As they approached the intersection, a young D.C. cop strode lazily toward them. He looked queerly at Granny Biker, perched comfortably on the raised passenger seat behind Matt.
“No admission here,” he said. “You’ll have to head that way two blocks until you see the officer, or else go back to the freeway.”
“Should I say something to him?” Ellen whispered.
“I think we get only one chance at this, and he ain’t it. By the time he finishes calling his supervisor, who will call
his
supervisor, it’ll be tomorrow.”
“What, then?” Ellen asked.
By now, several other cars had pulled up behind them. The officer walked past the Harley to repeat his instructions to the occupants of a silver minivan.
“I think we have to move up a couple of levels in the chain of command. Hang on.”
“Just pray that kid in the policeman’s uniform doesn’t start shooting.”

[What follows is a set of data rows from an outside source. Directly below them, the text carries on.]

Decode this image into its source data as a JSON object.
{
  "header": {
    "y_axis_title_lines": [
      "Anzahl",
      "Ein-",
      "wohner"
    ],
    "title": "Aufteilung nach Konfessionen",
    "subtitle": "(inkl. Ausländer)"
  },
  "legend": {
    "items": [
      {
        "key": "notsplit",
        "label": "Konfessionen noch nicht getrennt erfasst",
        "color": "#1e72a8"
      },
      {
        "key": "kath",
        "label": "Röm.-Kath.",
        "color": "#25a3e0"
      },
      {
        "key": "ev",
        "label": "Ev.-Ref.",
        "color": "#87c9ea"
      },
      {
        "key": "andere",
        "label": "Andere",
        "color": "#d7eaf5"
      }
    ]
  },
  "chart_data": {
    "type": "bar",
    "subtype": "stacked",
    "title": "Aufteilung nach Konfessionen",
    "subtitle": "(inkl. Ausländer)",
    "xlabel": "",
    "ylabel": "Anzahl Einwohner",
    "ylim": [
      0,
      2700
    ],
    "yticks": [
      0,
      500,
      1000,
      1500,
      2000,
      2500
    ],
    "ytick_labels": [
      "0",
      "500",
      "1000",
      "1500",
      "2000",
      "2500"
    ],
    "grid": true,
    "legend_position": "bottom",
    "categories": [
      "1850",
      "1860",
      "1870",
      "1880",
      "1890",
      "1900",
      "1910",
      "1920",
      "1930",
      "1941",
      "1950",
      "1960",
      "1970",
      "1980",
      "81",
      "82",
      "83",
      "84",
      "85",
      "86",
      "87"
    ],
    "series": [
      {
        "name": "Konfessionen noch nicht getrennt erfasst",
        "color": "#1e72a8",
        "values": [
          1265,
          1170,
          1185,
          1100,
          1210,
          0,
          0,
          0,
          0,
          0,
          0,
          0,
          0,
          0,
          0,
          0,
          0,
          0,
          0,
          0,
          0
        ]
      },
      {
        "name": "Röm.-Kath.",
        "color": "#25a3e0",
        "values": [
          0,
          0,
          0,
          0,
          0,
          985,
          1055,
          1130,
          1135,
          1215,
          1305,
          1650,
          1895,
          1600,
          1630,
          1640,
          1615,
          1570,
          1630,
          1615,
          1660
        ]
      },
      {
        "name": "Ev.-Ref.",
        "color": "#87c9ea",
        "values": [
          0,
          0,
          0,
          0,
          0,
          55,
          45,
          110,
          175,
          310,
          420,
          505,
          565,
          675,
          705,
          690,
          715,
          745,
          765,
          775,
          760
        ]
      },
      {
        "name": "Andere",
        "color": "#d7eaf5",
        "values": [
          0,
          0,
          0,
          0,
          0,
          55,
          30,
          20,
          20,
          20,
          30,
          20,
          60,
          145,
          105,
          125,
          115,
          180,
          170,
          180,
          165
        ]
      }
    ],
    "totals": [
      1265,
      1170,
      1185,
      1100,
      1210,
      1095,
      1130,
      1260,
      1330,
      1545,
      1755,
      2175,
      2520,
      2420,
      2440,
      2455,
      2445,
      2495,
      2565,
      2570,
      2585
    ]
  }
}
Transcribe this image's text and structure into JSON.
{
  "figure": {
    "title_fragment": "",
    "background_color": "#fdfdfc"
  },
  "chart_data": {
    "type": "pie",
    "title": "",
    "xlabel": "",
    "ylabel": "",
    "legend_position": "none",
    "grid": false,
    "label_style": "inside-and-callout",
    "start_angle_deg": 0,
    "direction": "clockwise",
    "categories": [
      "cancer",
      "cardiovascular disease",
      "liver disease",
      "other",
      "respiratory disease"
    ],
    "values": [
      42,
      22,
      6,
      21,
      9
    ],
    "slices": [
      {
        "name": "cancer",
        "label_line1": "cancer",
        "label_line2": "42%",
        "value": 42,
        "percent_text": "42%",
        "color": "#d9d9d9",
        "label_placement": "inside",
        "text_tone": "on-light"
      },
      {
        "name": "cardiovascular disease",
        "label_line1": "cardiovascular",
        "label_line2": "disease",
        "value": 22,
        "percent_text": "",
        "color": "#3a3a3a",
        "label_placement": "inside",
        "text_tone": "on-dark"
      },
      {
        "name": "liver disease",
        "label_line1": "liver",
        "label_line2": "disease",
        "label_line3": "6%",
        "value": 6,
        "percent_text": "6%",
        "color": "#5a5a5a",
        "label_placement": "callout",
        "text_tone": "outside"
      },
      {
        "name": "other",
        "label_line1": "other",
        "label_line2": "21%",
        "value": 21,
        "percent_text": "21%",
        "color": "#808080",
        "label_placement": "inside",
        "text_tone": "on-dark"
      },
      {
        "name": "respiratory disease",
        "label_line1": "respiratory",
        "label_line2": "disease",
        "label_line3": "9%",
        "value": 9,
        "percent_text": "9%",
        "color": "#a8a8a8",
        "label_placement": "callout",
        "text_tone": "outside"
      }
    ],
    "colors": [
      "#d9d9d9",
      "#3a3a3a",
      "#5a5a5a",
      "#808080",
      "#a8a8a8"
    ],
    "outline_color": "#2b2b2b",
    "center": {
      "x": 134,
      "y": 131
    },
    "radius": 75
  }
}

“It’s not him I’m worried about,” Matt said. “Hold tight. I’m going to try to make it up to the front door of the clinic. What time have you got?”
“Ten after.”
“Damn.”
Matt waited until the policeman had moved to yet another car, and then quickly accelerated around the barrier, up over a low curbing, and down the sidewalk. If the cop fired at them, they never heard or felt it. They were closing rapidly on the phalanx of broadcasting vans marking the entrance to the clinic. A hundred yards . . . fifty . . . Matt was entertaining theatrical visions of driving through the glass front door when, from the corner of his eye, he caught rapid movement coming from his left. He slowed and was turning his head when a woman hurled herself at them. Arms outspread, she connected with his and Ellen’s shoulders like a missile, sending both of them sprawling off the motorcycle and onto the dirt of a weedy, trash-strewn vacant lot. The riderless Harley skidded on its side along the concrete and came to rest against the base of a tree. The woman, an athletic brunette in her thirties, held them down until two other Secret Service agents arrived, guns drawn.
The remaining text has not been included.